North Korean leader’s slain half-brother was a CIA informant — Wall Street Journal
Kim Jong Nam, the stepbrother of North Korean pioneer Kim Jong Un who was killed in Malaysia in 2017, had been a witness for the US Central Intelligence Agency, the Wall Street Journal gave an account of Monday.
The Journal refered to an anonymous "individual educated about the issue" for the report, and said numerous subtleties of Kim Jong Nam's association with the CIA stayed vague.
Reuters couldn't autonomously affirm the story. The CIA declined to remark.
The Journal cited the individual as saying "There was a nexus" between the CIA and Kim Jong Nam.
"A few previous US authorities said the stepbrother, who had lived outside of North Korea for a long time and had no realized power base in Pyongyang, was probably not going to have the option to give subtleties of the cryptic nation's inward operations," the Journal said.
The previous authorities additionally said Kim Jong Nam had been very likely in contact with security administrations of different nations, especially China's, the Journal said.
Kim Jong Nam's job as a CIA source is referenced in another book about Kim Jong Un, "The Great Successor," by Washington Post columnist Anna Fifield that is expected to be distributed on Tuesday. Fifield says Kim Jong Nam more often than not met his handlers in Singapore and Malaysia, refering to a source with learning of the knowledge.
The book says that surveillance camera film from Kim Jong Nam's last outing to Malaysia demonstrated him in a lodging lift with an Asian-looking man who was accounted for to be a US insight specialist. It said Kim's rucksack contained $120,000 in real money, which could have been installment for insight related exercises, or profit from his club organizations.
South Korean and US authorities have said the North Korean specialists had requested the death of Kim Jong Nam, who had been disparaging of his family's dynastic standard.
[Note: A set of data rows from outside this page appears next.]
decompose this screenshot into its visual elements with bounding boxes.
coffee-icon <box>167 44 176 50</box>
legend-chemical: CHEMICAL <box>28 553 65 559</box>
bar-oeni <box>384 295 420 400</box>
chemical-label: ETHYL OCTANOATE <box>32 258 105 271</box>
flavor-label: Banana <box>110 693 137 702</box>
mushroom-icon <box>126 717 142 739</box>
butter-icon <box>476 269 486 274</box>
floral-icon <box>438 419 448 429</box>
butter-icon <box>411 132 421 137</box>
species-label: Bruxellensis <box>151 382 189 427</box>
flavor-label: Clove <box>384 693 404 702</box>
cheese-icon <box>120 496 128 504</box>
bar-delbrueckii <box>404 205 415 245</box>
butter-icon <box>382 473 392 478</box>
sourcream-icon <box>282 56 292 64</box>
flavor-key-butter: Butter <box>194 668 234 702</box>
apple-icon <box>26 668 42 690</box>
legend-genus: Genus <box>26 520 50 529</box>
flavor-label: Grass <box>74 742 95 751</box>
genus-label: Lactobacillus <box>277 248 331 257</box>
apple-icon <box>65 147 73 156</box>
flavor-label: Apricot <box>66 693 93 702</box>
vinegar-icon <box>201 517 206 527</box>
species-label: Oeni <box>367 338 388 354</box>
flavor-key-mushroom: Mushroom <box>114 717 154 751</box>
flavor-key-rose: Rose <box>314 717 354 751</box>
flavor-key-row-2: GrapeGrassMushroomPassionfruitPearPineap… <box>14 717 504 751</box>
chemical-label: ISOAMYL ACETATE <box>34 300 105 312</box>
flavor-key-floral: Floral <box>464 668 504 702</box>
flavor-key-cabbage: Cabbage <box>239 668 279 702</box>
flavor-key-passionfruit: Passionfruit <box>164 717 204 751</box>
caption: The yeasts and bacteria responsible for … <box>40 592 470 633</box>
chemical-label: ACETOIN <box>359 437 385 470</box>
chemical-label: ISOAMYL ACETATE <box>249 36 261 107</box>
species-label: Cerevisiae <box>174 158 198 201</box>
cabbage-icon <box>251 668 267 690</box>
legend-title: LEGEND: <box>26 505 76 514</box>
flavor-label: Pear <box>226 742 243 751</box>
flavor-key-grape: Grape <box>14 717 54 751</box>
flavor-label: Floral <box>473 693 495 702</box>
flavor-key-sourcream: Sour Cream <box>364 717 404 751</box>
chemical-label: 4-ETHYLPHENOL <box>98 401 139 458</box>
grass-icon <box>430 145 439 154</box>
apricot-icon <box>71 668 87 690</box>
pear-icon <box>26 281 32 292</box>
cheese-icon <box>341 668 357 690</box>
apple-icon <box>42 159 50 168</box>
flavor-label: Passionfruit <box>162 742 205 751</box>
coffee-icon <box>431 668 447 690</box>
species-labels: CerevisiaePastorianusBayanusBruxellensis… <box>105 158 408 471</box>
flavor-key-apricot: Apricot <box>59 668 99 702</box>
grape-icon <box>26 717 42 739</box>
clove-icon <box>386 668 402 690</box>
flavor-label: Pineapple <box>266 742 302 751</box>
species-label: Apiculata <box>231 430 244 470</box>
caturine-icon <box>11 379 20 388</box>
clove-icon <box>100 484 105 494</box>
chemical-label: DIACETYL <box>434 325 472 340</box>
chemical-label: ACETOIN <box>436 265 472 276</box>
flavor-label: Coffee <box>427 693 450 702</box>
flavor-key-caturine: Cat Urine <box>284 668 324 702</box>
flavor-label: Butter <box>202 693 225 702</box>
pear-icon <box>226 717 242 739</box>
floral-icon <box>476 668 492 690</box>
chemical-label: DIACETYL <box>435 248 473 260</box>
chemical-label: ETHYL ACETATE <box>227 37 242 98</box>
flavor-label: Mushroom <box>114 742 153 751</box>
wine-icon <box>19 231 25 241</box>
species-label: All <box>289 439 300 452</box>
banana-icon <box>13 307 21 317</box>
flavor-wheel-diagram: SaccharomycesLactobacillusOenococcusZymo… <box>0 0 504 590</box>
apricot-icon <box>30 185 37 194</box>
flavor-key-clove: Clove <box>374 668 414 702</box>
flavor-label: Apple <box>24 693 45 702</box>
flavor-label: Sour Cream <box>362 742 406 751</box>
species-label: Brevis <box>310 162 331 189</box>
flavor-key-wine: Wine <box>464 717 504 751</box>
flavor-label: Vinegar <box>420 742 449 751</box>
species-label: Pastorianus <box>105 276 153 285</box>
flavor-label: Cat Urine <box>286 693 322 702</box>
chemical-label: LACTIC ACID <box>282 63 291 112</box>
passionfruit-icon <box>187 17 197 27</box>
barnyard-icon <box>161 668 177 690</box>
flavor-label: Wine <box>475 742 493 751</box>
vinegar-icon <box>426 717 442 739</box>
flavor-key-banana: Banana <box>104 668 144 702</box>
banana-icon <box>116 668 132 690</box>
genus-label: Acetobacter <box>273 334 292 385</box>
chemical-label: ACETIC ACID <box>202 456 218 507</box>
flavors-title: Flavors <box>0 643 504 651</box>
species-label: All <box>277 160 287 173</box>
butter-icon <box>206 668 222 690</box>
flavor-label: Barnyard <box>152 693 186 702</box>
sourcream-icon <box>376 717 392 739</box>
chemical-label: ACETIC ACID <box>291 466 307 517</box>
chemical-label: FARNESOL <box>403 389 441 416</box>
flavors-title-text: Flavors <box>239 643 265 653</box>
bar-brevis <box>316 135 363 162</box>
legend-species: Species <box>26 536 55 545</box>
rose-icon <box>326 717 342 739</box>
Pyongyang has denied the charge.
Two ladies were accused of harming Kim Jong Nam by covering his face with fluid VX, a prohibited concoction weapon, at Kuala Lumpur airplane terminal in February 2017. Malaysia discharged Doan Thi Huong, who is Vietnamese, in May, and Indonesian Siti Aisyah in March.
As indicated by the Journal, the individual said Kim Jong Nam had headed out to Malaysia in February 2017 to meet his CIA contact, in spite of the fact that that might not have been the sole reason for the excursion.
US President Donald Trump and Kim Jong Un have met twice, in Hanoi in February and Singapore last June, appearing to fabricate individual altruism yet neglecting to concede to an arrangement to lift US authorizes in return for North Korea forsaking its atomic and rocket programs.